"We'll have another quick one. Here's Warren. This is Lord Peter Wimsey. This is on me."
"On me," corrected the photographer, a jaded young man with a disillusioned manner. "Three large White Labels, please. Well, here's all the best. Are you fit, Sally? Because we'd better make tracks. I've got to be up at Golders Green by two for the funeral."
Mr. Crowder of Crichton's appeared to have had the news broken to him already by Miss Twitterton, for he received the embassy in a spirit of gloomy acquiescence.
"The directors won't like it," he said, "but they've had to put up with such a lot that I suppose one irregularity more or less won't give 'em apoplexy." He had a small, anxious, yellow face like a monkey. Wimsey put him down as being in his late thirties. He noticed his fine, capable hands, one of which was disfigured by a strip of sticking-plaster.
"Damaged yourself?" said Wimsey pleasantly, as they made their way upstairs to the studio. "Mustn't make a practice of that, what? An artist's hands are his livelihood—except, of course, for Armless Wonders and people of that kind! Awkward job, painting with your toes."
"Oh, it's nothing much," said Crowder, "but it's best to keep the paint out of surface scratches. There's such a thing as lead-poisoning. Well, here's this dud portrait, such as it is. I don't mind telling you that it didn't please the sitter. In fact, he wouldn't have it at any price."
"Not flattering enough?" asked Hardy.
"As you say." The painter pulled out a four by three canvas from its hiding-place behind a stack of poster cartoons, and heaved it up on to the easel.
"Oh!" said Hardy, a little surprised. Not that there was any reason for surprise as far as the painting itself was concerned. It was a straight-forward handling enough; the skill and originality of the brush-work being of the kind that interests the painter without shocking the ignorant.
"Oh!" said Hardy. "Was he really like that?"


§ What the exercise asks
Beginning at the line with "Identify the location of strong: Please", please repeat each line exactly through the end of the records below, including that first line and the last, but no pictures.

§ Recorded information
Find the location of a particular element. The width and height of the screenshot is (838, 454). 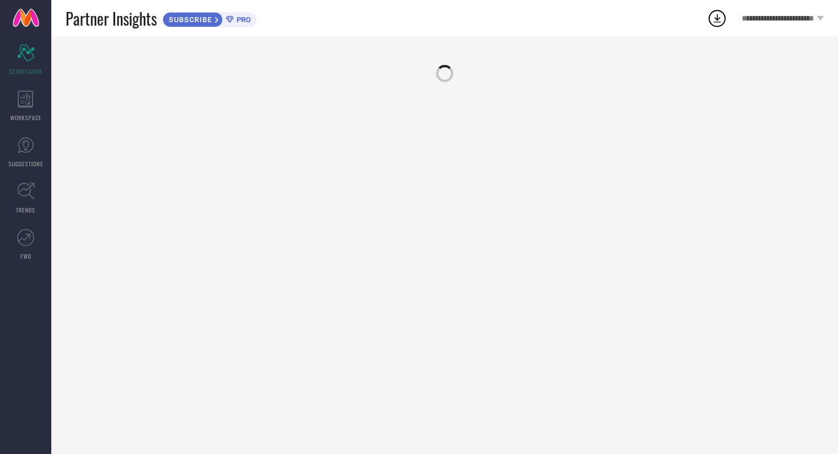

span: TRENDS is located at coordinates (26, 210).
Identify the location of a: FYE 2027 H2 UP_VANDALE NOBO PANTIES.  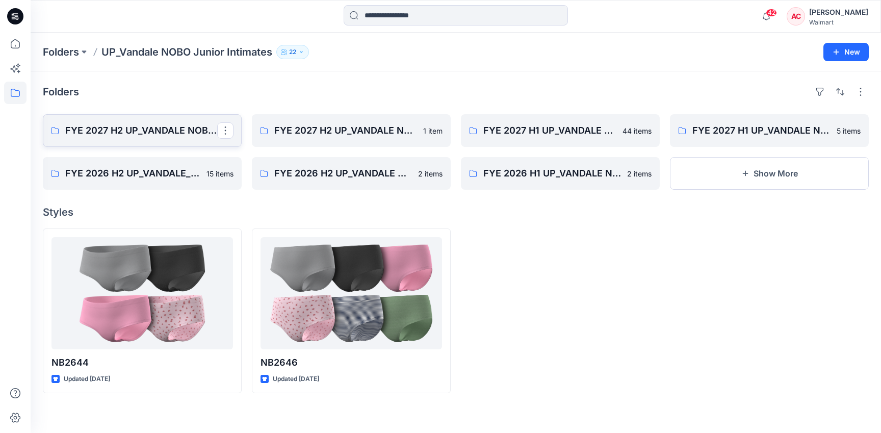
(142, 130).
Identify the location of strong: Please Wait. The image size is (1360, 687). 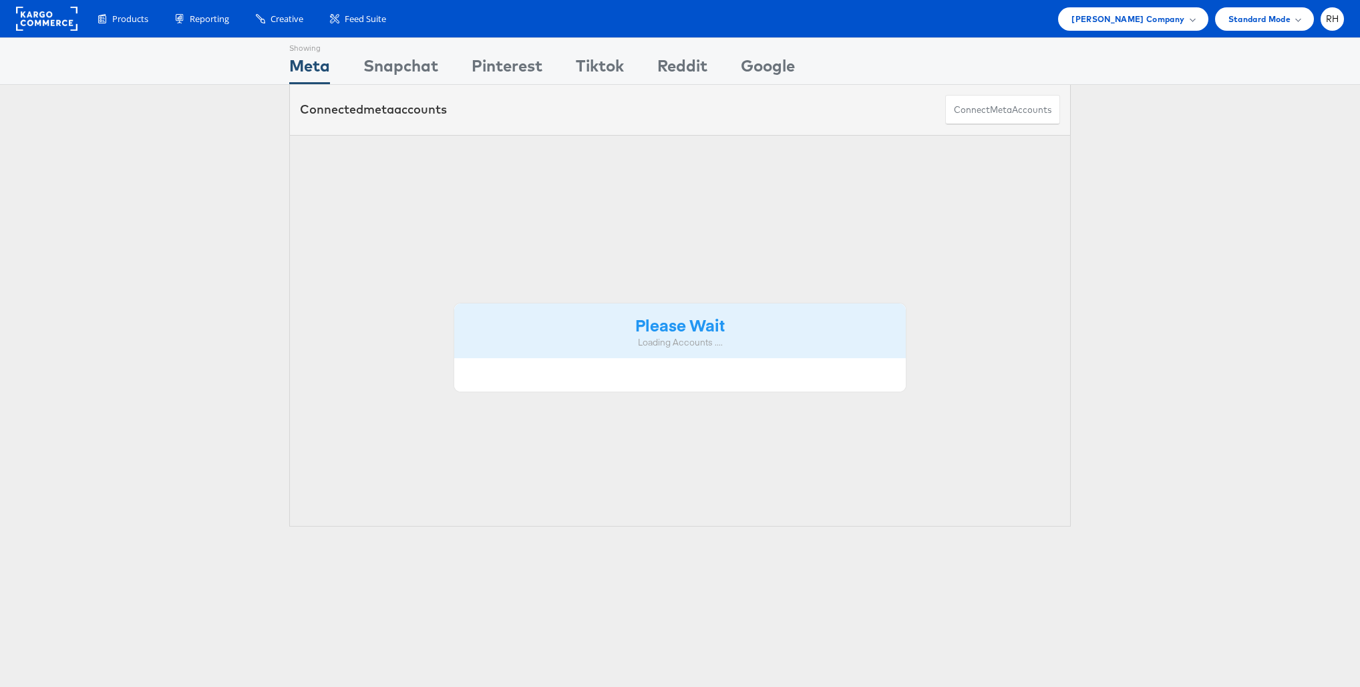
(680, 324).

§ Response box
Identify the location of strong: Please Wait. The image size is (1360, 687). 
(680, 324).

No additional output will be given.